Even a tone that's been turned on for a Really Long Time is still going to be subject to phase noise, drift, etc., all of which will broaden it's spectrum.

But I still knew what you meant.

--

Tim Wescott 
Wescott Design Services 
http://www.wescottdesign.com
Reply to
Tim Wescott

Thanks!! :)

cheers, Jamie

Reply to
Jamie M

Hi,

Thanks, I have a perturbation on the signal with known synchronization time but unknown effect on the signal :)

cheers, Jamie

Reply to
Jamie M

You need to understand your signal to match a filter to the stuff you want and block the parts that you don't want. By eyeball it looks like there are components with periods in the range 10 samples and upwards.

Unclear if there are periodicities longer than 700 samples but it could be that or a drifting baseline. Low order polynomial fit or splines is the typical quick and dirty way to tidy up a dodgy baseline.

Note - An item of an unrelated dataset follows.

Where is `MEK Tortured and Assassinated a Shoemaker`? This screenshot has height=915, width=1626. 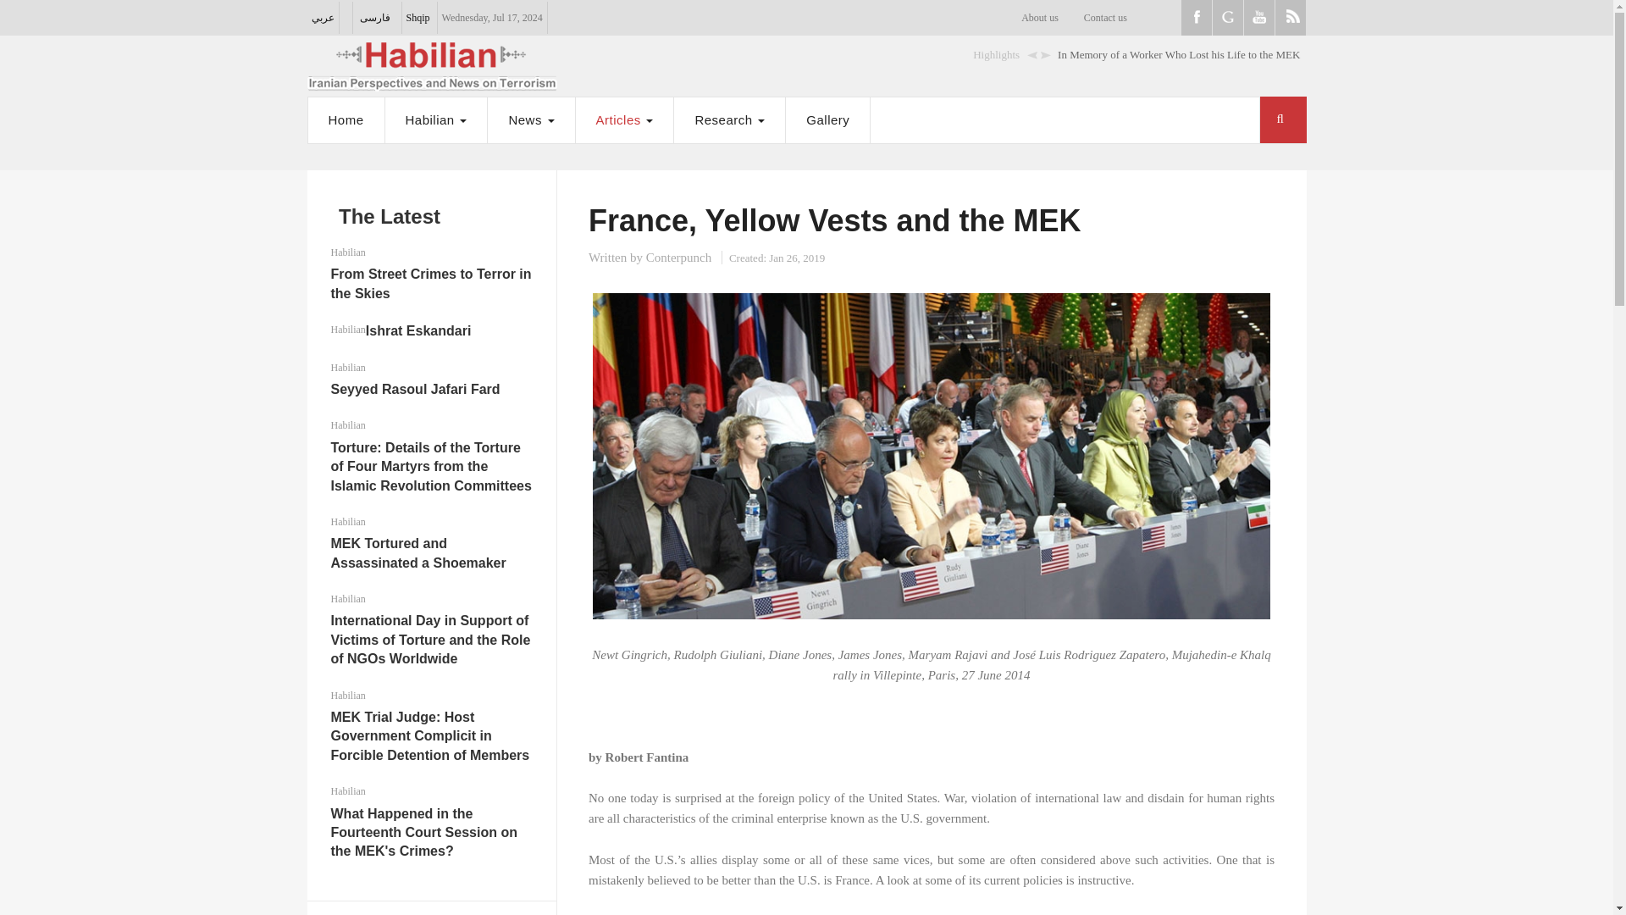
MEK Tortured and Assassinated a Shoemaker is located at coordinates (417, 552).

But without knowing what is signal and what is noise you are on a hiding to nothing. Low pass filtering will hide a multitude of sins.

The larger the dataset the better the signal to noise will become.

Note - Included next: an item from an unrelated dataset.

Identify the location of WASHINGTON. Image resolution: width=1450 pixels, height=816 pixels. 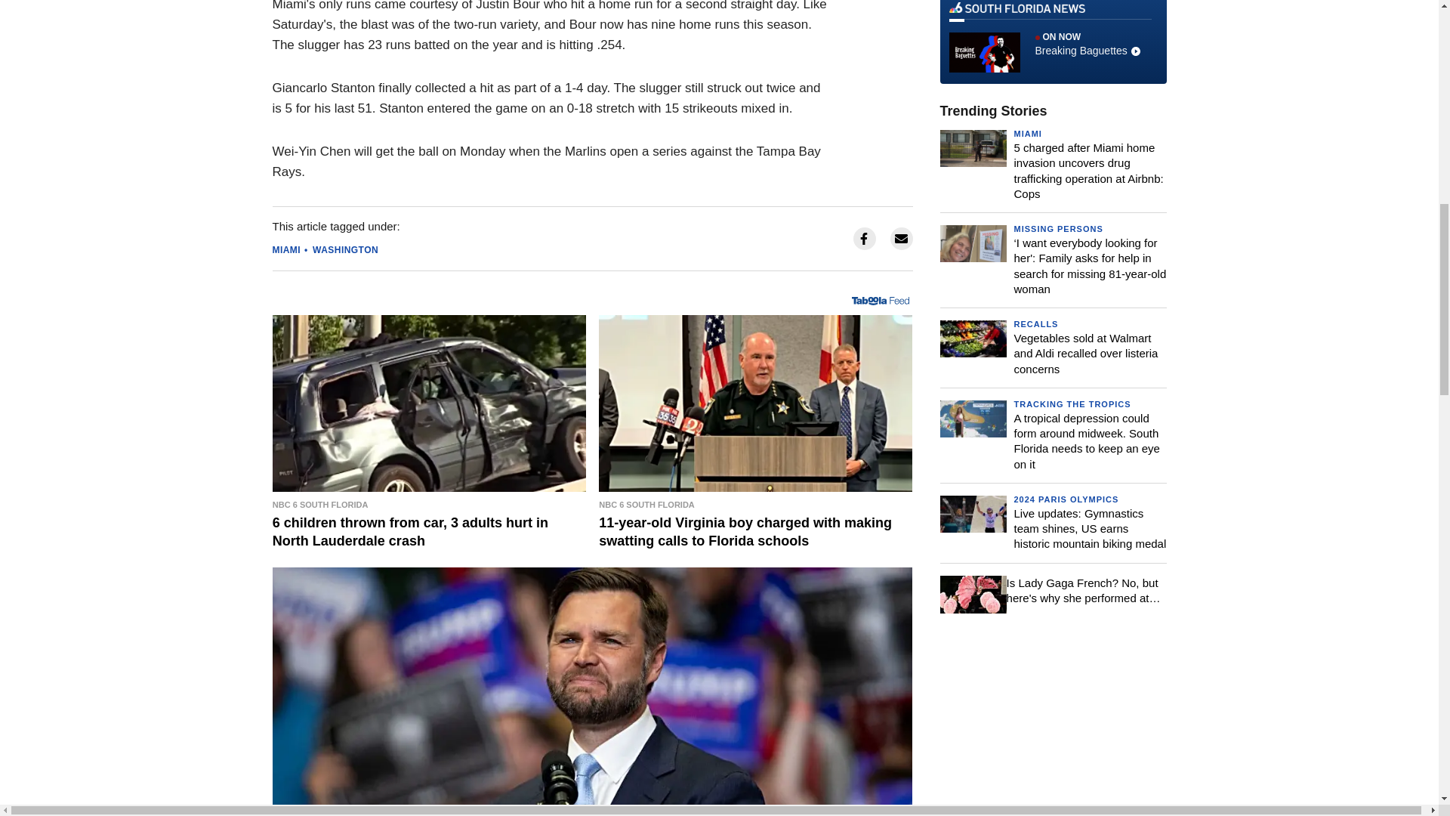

If you stick to powers of two even Excel can do the FFT for you (then IMABS() to get a power spectrum).

--
Regards, 
Martin Brown
Reply to
Martin Brown

Hi, Martin - I did that with his data set and got a brief spike at the beginning and at the end. Pretty much flatline between. Am I doing something wrong?

Reply to
John S

No. That sounds about right for the dataset provided. There is a huge DC offset component which you should ignore and a slope/hump/drift or possible slowly varying component with a period of about 1000 samples.

Mostly it looks to me like noise with equal power per octave.

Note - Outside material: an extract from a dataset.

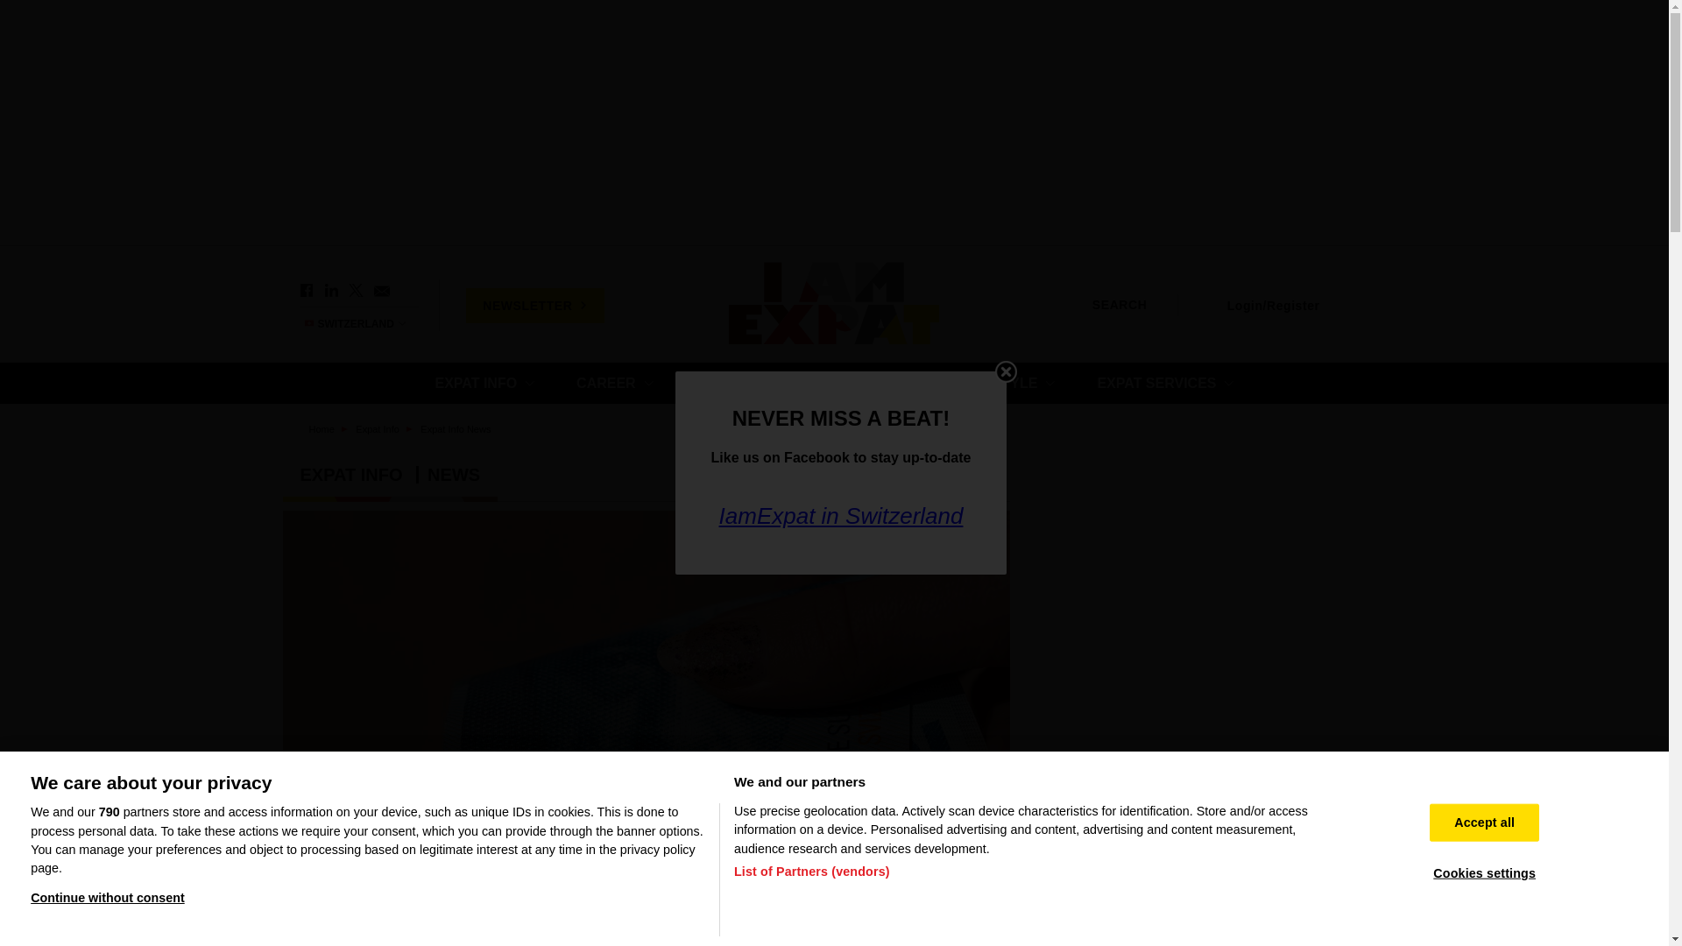  I want to click on SWITZERLAND, so click(363, 323).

Subtract off (or ignore) the DC component and/or the best fit line and you might begin to see any signal that might be there. Better still take a hundred independent time series and average their PSF.

Any coherent signal will rise above the noise margin eventually.

--
Regards, 
Martin Brown
Reply to
Martin Brown

I did a 3rd order polynomial fit using Excel (no discernible difference between 3rd and 4th order) and saw a nice curve with a half cycle of about 600 data points. It might be wishful thinking, though, and my eyes have become uncalibrated over the years.

Excel's formula for the curve is crap. You can't paste it into the cells for a plot comparison because it renders a flat line that fits to the average of the data.

Reply to
John S

Thanks for looking into it by the way! :)

cheers, Jamie

Reply to
Jamie M

No thanks necessary, Jamie. I enjoy learning.

Reply to
John S

On 30/09/2015 15:03, John S wrote: > On 9/30/2015 8:41 AM, Martin Brown wrote: >> On 30/09/2015 12:54, John S wrote: >>> On 9/30/2015 6:37 AM, Martin Brown wrote: >>

Actually if it is the fit inside the charting component it is actually way way better at polynomial fit than the dodgy algorithm used by their MINVERSE code. The problem is one of display you have to set equation display significant digits to 16 or 20 to get the coefficients right.

The fit is extremely good at least up to cubics but goes a bit AWOL after that. You could break it in earlier versions by fitting a polynomial to measurements at a range of dates. The sum of powers matrix gets close to singular with a large additive constant on x/t.

--
Regards, 
Martin Brown
Reply to
Martin Brown

Thanks for the help. I need to look at it again. I may have made a mistake or several.